From that day on the women kept continual watch of the mines to see that the company did not bring in scabs. Every day women with brooms or mops in one hand and babies in the other arm wrapped in little blankets, went to the mines and watched that no one went in. And all night long they kept watch. They were heroic women. In the long years to come the nation will pay them high tribute for they were fighting for the advancement of a great country.
I held meetings throughout the surrounding country. The company was spending money among the farmers, urging them not to do anything for the miners. I went out with an old wagon and a union mule that had gone on strike, and a miner’s little boy for a driver. I held meetings among the farmers and won them to the side of the strikers.
Sometimes it was twelve or one o’clock in the morning when I would get home, the little boy asleep on my arm and I driving the mule. Sometimes it was several degrees below zero. The winds whistled down the mountains and drove the snow and sleet in our faces. My hands and feet were often numb. We were all living on dry bread and black coffee. I slept in a room that never had a fire in it, and I often woke up in the morning to find snow covering the outside covers of the bed.
There was a place near Arnot called Sweedy Town, and the company’s agents went there to get the Swedes to break the strike. I was holding a meeting among the farmers when I heard of the company’s efforts. I got the young farmers to get on their horses and go over to Sweedy Town and see that no Swede left town. They took clotheslines for lassos and any Swede seen moving in the direction of Arnot was brought back quick enough.
After months of terrible hardships the strike was about won. The mines were not working. The spirit of the men was splendid. President Wilson had come home from the western part of the state. I was staying at his home. The family had gone to bed. We sat up late talking over matters when there came a knock at the door. A very cautious knock.
“Come in,” said Mr. Wilson.
Three men entered. They looked at me uneasily and Mr. Wilson asked me to step in an adjoining room. They talked the strike over and called President Wilson’s attention to the fact that there were mortgages on his little home, held by the bank which was owned by the coal company, and they said, “We will take the mortgage off your home and give you $25,000 in cash if you will just leave and let the strike die out.”
I shall never forget his reply:
“Gentlemen, if you come to visit my family, the hospitality of the whole house is yours. But if you come to bribe me with dollars to betray my manhood and my brothers who trust me, I want you to leave this door and never come here again.”
The strike lasted a few weeks longer. Meantime President Wilson, when strikers were evicted, cleaned out his barn and took care of the evicted miners until homes could be provided. One by one he killed his chickens and his hogs. Everything that he had he shared. He ate dry bread and drank chicory. He knew every hardship that the rank and file of the organization knew. We do not have such leaders now.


## Task to complete
Tally the lines in the records underneath that contain the string "open", and state the figure by itself.

## Excerpted records
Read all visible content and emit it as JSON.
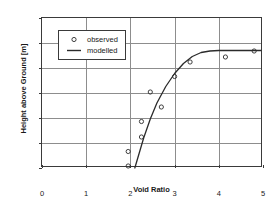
{
  "chart_data": {
    "type": "scatter",
    "title": "",
    "xlabel": "Void Ratio",
    "ylabel": "Height above Ground [m]",
    "xlim": [
      0,
      5
    ],
    "ylim": [
      0,
      30
    ],
    "xticks": [
      "0",
      "1",
      "2",
      "3",
      "4",
      "5"
    ],
    "yticks": [
      "0",
      "5",
      "10",
      "15",
      "20",
      "25",
      "30"
    ],
    "grid": true,
    "legend_position": "upper-left",
    "series": [
      {
        "name": "observed",
        "marker": "open-circle",
        "x": [
          1.95,
          1.95,
          2.25,
          2.25,
          2.45,
          2.7,
          3.0,
          3.35,
          4.15,
          4.8
        ],
        "y": [
          0.4,
          3.3,
          6.2,
          9.3,
          15.2,
          12.2,
          18.3,
          21.2,
          22.2,
          23.4
        ]
      },
      {
        "name": "modelled",
        "marker": "line",
        "x": [
          2.1,
          2.2,
          2.3,
          2.45,
          2.6,
          2.8,
          3.0,
          3.2,
          3.4,
          3.6,
          3.8,
          4.0,
          4.3,
          4.6,
          4.95
        ],
        "y": [
          0.0,
          3.0,
          6.0,
          9.8,
          13.0,
          16.3,
          18.9,
          20.9,
          22.3,
          23.1,
          23.4,
          23.5,
          23.5,
          23.5,
          23.5
        ]
      }
    ]
  },
  "legend": {
    "items": [
      {
        "label": "observed",
        "symbol": "open-circle"
      },
      {
        "label": "modelled",
        "symbol": "line"
      }
    ]
  }
}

## Written response
2